Recent advances in AI-driven storytelling have enhanced video generation and story visualization. However, translating dialogue-centric scripts into coherent storyboards remains a significant challenge due to limited script detail, inadequate physical context understanding, and the complexity of integrating cinematic principles. To address these challenges, we propose Dialogue Visualization, a novel task that transforms dialogue scripts into dynamic, multi-view storyboards. We introduce Dialogue Director, a training-free multimodal framework comprising a Script Director, Cinematographer, and Storyboard Maker. This framework leverages large multimodal models and diffusion-based architectures, employing techniques such as Chain-of-Thought reasoning, Retrieval-Augmented Generation, and multi-view synthesis to improve script understanding, physical context comprehension, and cinematic knowledge integration. Experimental results demonstrate that Dialogue Director outperforms state-of-the-art methods in script interpretation, physical world understanding, and cinematic principle application, significantly advancing the quality and controllability of dialogue-based story visualization.
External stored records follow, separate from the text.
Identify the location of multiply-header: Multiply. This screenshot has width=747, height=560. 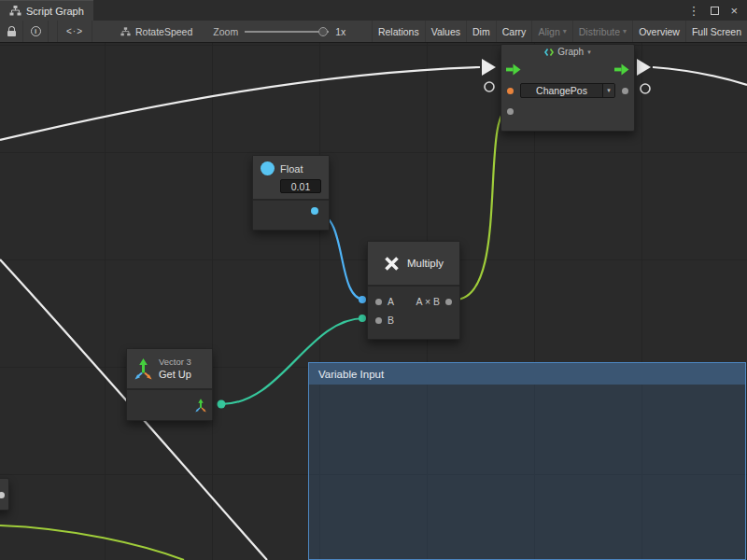
(414, 263).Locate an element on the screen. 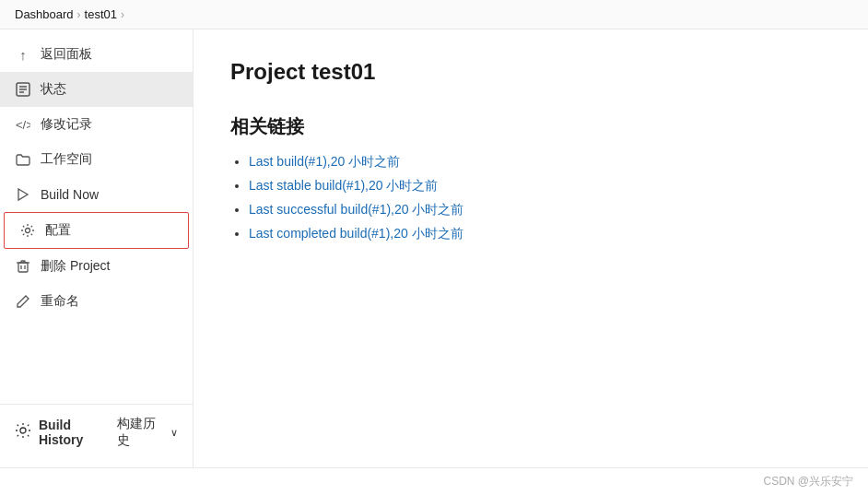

Paper Structure (16 sections, 7 equations, 4 figures, 3 tables)

This paper contains 16 sections, 7 equations, 4 figures, 3 tables.

Figures (4)

  • Figure 1: Motivation of Dialogue Visualization and our framework. Traditional story visualization methods meet with challenges when handling dialogues, while Dialogues play a significant role in storytelling. Existing methods may be good at ID-preserving, but rely on extra manual effort, perform not well in details preserving, character’s orientation, and cinematic knowledge.
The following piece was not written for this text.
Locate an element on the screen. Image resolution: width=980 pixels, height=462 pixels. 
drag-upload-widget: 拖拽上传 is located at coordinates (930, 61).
  • Figure 2: Pipeline of our dialogue visualization system, Dialogue Director, consists of three components leveraging LLM for human-like textual understanding. (a) Story Director: Bridges the gap between the dialogue script and detailed scene descriptions for generative models by extracting and enriching key elements. (b) Cinematographer: Visualizes characters and scenes, generating multi-view portraits based on the Story Director's instructions. (c) Storyboard Maker: Combines cinematic knowledge with the dialogue script to plan layouts, select portraits, and compose visual elements into the final storyboard.
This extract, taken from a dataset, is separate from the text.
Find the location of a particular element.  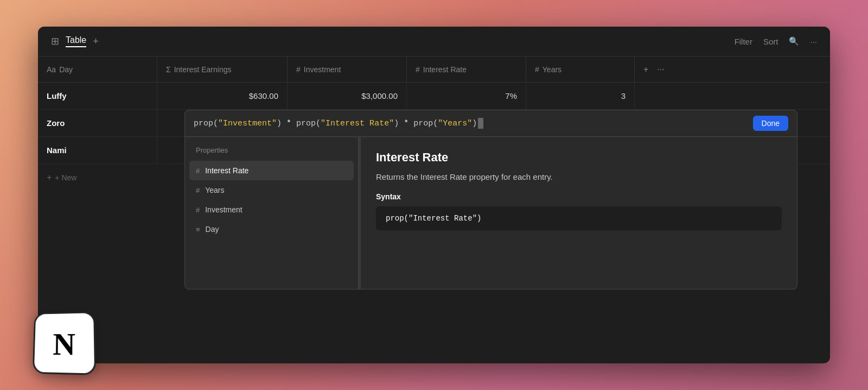

property-icon-interest-rate: # is located at coordinates (197, 171).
  • Figure 3: In-the-wild scripts Dialogue Visualization evaluation. Methods in yellow frame mean the use of script only, without any manual effort; methods in green frame mean use textual information with manual effort; methods in blue frame mean the use of reference images generated by the agent cinematographer.
  • Figure 4: Ablation analysis on our method and OmniGen. It can be seen the agents in our method can act as plug-and-play component in other generative method like OmniGen. The three components perform their duties as we expect.